# EXERCISE REQUIREMENTS
Please copy out every line of the data word for word.

# MATERIALS PROVIDED

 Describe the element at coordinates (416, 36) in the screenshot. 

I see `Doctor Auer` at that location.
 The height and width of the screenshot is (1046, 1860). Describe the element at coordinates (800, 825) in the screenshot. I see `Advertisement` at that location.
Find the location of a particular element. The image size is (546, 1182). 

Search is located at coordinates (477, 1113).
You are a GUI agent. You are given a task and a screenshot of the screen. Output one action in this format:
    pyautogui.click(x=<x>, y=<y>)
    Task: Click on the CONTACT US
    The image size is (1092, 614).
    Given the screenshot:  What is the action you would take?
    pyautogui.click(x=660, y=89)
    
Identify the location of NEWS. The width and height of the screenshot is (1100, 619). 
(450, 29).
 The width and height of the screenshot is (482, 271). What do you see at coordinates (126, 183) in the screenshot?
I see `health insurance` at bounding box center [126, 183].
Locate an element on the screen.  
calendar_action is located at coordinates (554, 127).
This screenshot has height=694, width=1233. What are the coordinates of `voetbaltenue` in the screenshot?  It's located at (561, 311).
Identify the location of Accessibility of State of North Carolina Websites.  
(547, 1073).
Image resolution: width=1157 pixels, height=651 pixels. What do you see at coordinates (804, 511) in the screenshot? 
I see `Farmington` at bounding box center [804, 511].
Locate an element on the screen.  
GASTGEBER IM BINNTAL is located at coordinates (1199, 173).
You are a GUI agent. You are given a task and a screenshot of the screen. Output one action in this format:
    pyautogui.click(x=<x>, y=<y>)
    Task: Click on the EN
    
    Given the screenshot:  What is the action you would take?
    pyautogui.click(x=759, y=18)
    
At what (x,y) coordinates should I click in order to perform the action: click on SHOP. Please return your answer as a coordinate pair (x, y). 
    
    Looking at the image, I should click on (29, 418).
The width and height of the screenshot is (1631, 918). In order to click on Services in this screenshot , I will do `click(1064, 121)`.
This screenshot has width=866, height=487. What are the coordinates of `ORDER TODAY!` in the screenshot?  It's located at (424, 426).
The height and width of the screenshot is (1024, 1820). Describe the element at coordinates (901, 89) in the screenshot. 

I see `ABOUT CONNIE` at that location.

# OUTPUT
 Describe the element at coordinates (416, 36) in the screenshot. 

I see `Doctor Auer` at that location.
 The height and width of the screenshot is (1046, 1860). Describe the element at coordinates (800, 825) in the screenshot. I see `Advertisement` at that location.
Find the location of a particular element. The image size is (546, 1182). 

Search is located at coordinates (477, 1113).
You are a GUI agent. You are given a task and a screenshot of the screen. Output one action in this format:
    pyautogui.click(x=<x>, y=<y>)
    Task: Click on the CONTACT US
    The image size is (1092, 614).
    Given the screenshot:  What is the action you would take?
    pyautogui.click(x=660, y=89)
    
Identify the location of NEWS. The width and height of the screenshot is (1100, 619). 
(450, 29).
 The width and height of the screenshot is (482, 271). What do you see at coordinates (126, 183) in the screenshot?
I see `health insurance` at bounding box center [126, 183].
Locate an element on the screen.  
calendar_action is located at coordinates (554, 127).
This screenshot has height=694, width=1233. What are the coordinates of `voetbaltenue` in the screenshot?  It's located at (561, 311).
Identify the location of Accessibility of State of North Carolina Websites.  
(547, 1073).
Image resolution: width=1157 pixels, height=651 pixels. What do you see at coordinates (804, 511) in the screenshot? 
I see `Farmington` at bounding box center [804, 511].
Locate an element on the screen.  
GASTGEBER IM BINNTAL is located at coordinates (1199, 173).
You are a GUI agent. You are given a task and a screenshot of the screen. Output one action in this format:
    pyautogui.click(x=<x>, y=<y>)
    Task: Click on the EN
    
    Given the screenshot:  What is the action you would take?
    pyautogui.click(x=759, y=18)
    
At what (x,y) coordinates should I click in order to perform the action: click on SHOP. Please return your answer as a coordinate pair (x, y). 
    
    Looking at the image, I should click on (29, 418).
The width and height of the screenshot is (1631, 918). In order to click on Services in this screenshot , I will do `click(1064, 121)`.
This screenshot has width=866, height=487. What are the coordinates of `ORDER TODAY!` in the screenshot?  It's located at (424, 426).
The height and width of the screenshot is (1024, 1820). Describe the element at coordinates (901, 89) in the screenshot. 

I see `ABOUT CONNIE` at that location.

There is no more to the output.